I recently spent a weekend in the wealthiest neighborhood of São Paulo. From my hotel window I could see some of the city's finest neighborhoods where some of Brazil's wealthiest citizens live in mansions and huge apartments.
I could also see from my window one of São Paulo's largest slums. The slum is home to 80,000 people crammed onto a hillside right in the middle of the luxury apartment complexes. Anyone who has been to Brazil has seen this shocking contrast of the "haves" and the "have nots".
The pastor who was my host for the weekend described the slum as an unsolvable social problem. Begun by people immigrating from grinding poverty in northern Brazil, this slum was first built by people just looking for a chance to work. That is no longer the case.
As we looked out on this unbelievable scene I suddenly saw something else. I saw the last 500 years of Brazilian history and a vision of the direction our world seems to be heading. For the last 500 years Brazil has been a land of the "haves" and the "have nots".
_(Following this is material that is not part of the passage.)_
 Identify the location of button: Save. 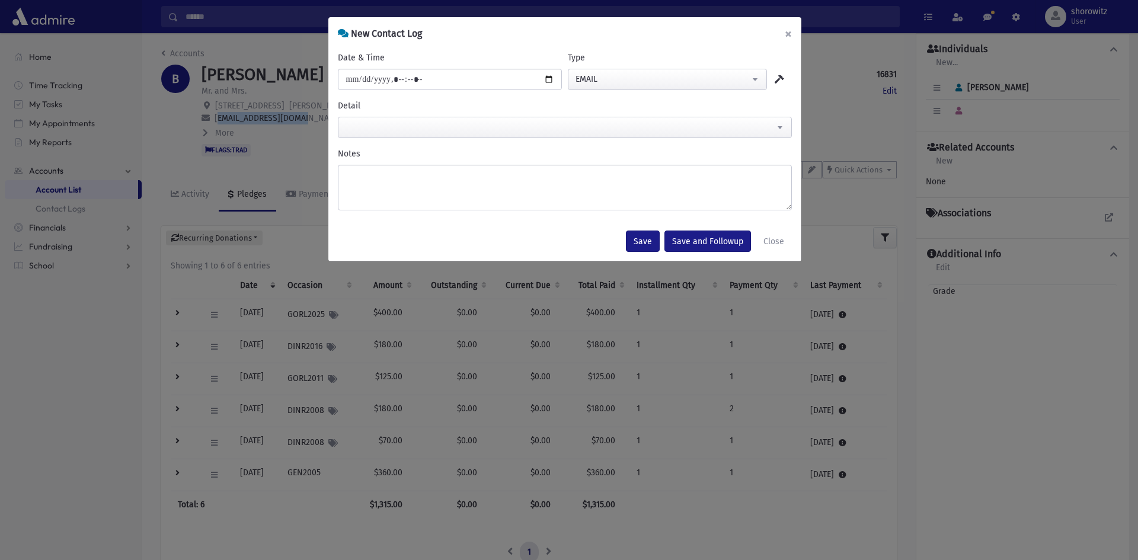
(643, 241).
It seems that our world is now heading into a time where socialism is seen as the great hope for the world. For me in particular this is not a happy thought. I remember how proud my father was of not needing the government to take care of him. All he wanted was a chance for life, liberty and the pursuit of happiness. His example burned deeply into my heart and soul and so did my USA 1950s childhood, I have never wanted the government to take care of me. I just wanted a fair chance. I got that fair chance in my 1950s America even though millions of black Americans around me did not.
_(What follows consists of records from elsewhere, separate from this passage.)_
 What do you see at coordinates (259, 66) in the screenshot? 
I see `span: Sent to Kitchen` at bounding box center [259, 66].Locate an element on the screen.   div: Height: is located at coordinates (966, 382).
In my view, socialism is a a willingness of people to see and accept government as their solution. In a very real sense socialism is the greater mass of humanity believing that the government should take care of them because the government has what they do not have. Since they, the governing class, have so much they should take care of those who don't have. My father would have choked on the idea that the government has what he needs. He did not want the government to take care of him. He wanted the government to guarantee his safety and opportunity not take care of him.
The slums in Brazil are a scream for help and also a terrible form of dependence. Rich neighborhoods and the slums that surround them live in a very strained and uneasy relationship. There is a very real sense that the two worlds could explode at any second. They often do.
In the Brazilian slums most things are free. Water, electricity, internet, cable, etc. are free in most slums. In reality they are stolen and everyone has to go along with this or the 80,000 people on the hill might get out of control. There is a very real sense of guilt that is felt by the "haves." The "have nots" know this and have become a powerful political force which now threatens to take control of all the wealth by force if there is not a transfer of the wealth to a new governing class called a socialist government.
If socialism wins the day, I predict the slums will not disappear. The slums will surround the neighborhoods where the government leaders live instead of surrounding the capitalist leaders neighborhoods. Nothing will really change except who composes the rich class and lives in the best neighborhoods.
As bad as the slums are, most people who live in them resist being relocated unless all the "Free" benefits are guaranteed in the new place. It is complicated! If you ever visit the city of Rio, the best views of the beaches are from the slums. It is almost too strange to describe. One has to see it to believe it. Who would want to give up such a view for a tiny apartment away from the beach and an two hour bus ride to work?
Here is my point. I reject the socialist theory simply because I don't believe any human beings were meant to live with a "please someone take care of me!" mentality. This mentality kills the human soul in every way. I believe the right mentality is "please guarantee my opportunity to find my space to live and love."
What does this have to do with Christians? I believe that much of what passes for Christianity today is also becoming a form of "slum" Christianity.
The spiritual "haves" let the spiritual "have nots" live close to them in church because they are so permanently needy. The "haves" tolerate the "have nots" because they realize they will always be needy. They also need the cheap help to keep the spiritual gated communities running. That may sound harsh, but I have seen firsthand the deadening effects of the rich Christians and the poor Christians in what I call "pyramid" churches.
This uneasy "haves" and "have nots" relationship is not good for anyone-especially the leaders. I believe we need communities of equals in Jesus. We need vineyards not luxury apartment buildings overlooking the pitiful poor. We need communities where we are one with God and one with each other. By abiding I believe we have hope for this in our churches. I believe this problem does have a solution. That solution is called "oneness".
I don't know if there can ever be "oneness" in Brazil. There wasn't "oneness" for everyone in South Florida when I grew up but there was a spirit of healthy independence from the "haves". That was a start!
There can and must be oneness in the church. I believe we must resist every kind of spiritual environment that exalts some and makes others the permanently dependent ones. We are all branches and there is only one Vine.
Brazil may need to head for socialism in order to avoid a bloodbath, but the church needs to head to oneness because the blood of One was already shed. I have hope for the church. The world? That is another question.